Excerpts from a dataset
☆ ☆ ☆

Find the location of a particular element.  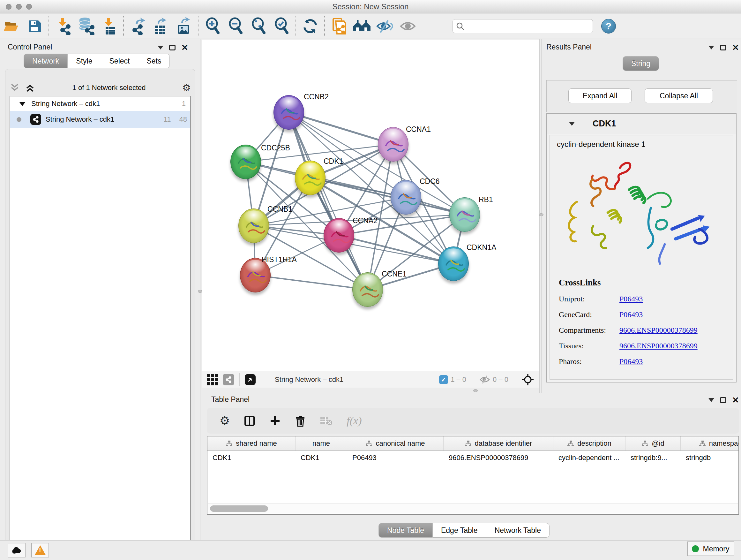

home-button is located at coordinates (362, 26).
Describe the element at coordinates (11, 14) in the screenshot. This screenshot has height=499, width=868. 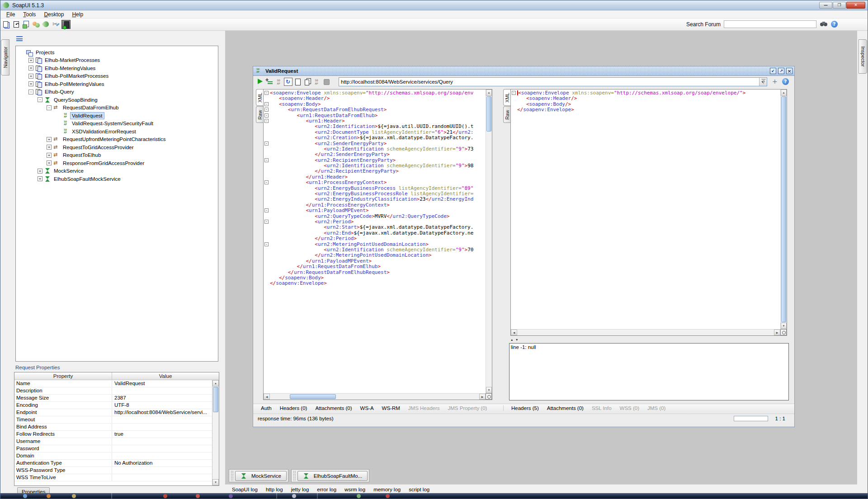
I see `menu-file: File` at that location.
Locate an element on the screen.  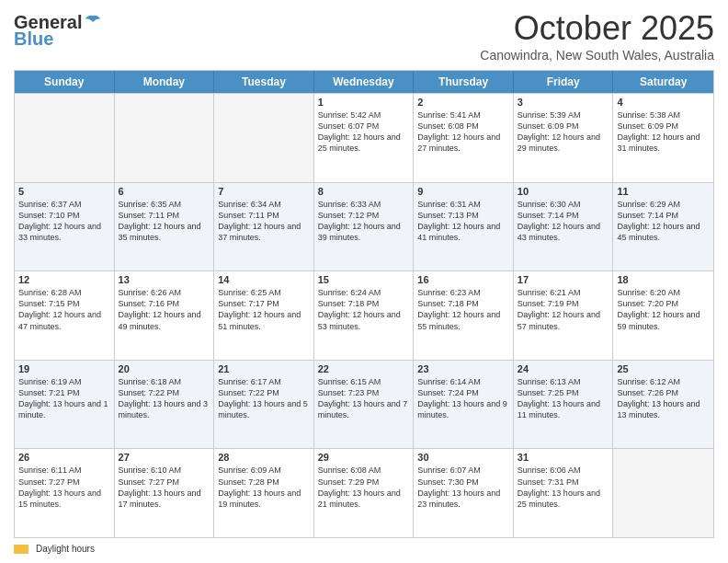
day-number: 29 is located at coordinates (364, 457).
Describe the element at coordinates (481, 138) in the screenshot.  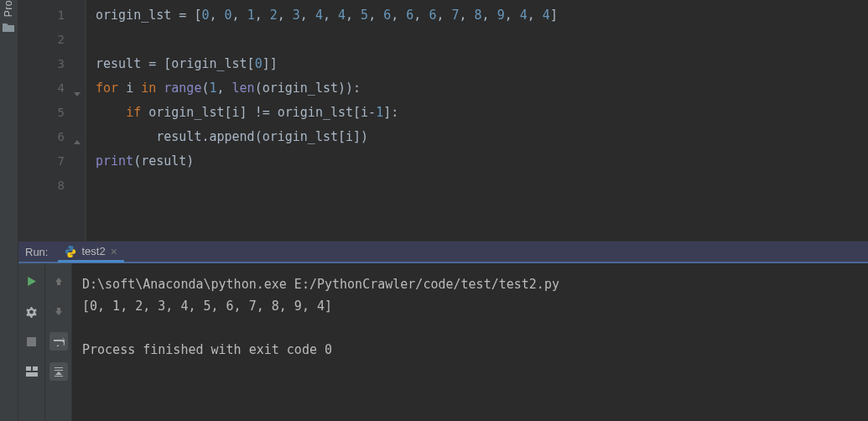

☆ ☆ ☆

Exactly the lines from the line with "Locate an element on the screen." through the end of the data are to be reproduced, and no picture is to be included.

Locate an element on the screen.  
day-number: 29 is located at coordinates (364, 457).
Describe the element at coordinates (481, 138) in the screenshot.  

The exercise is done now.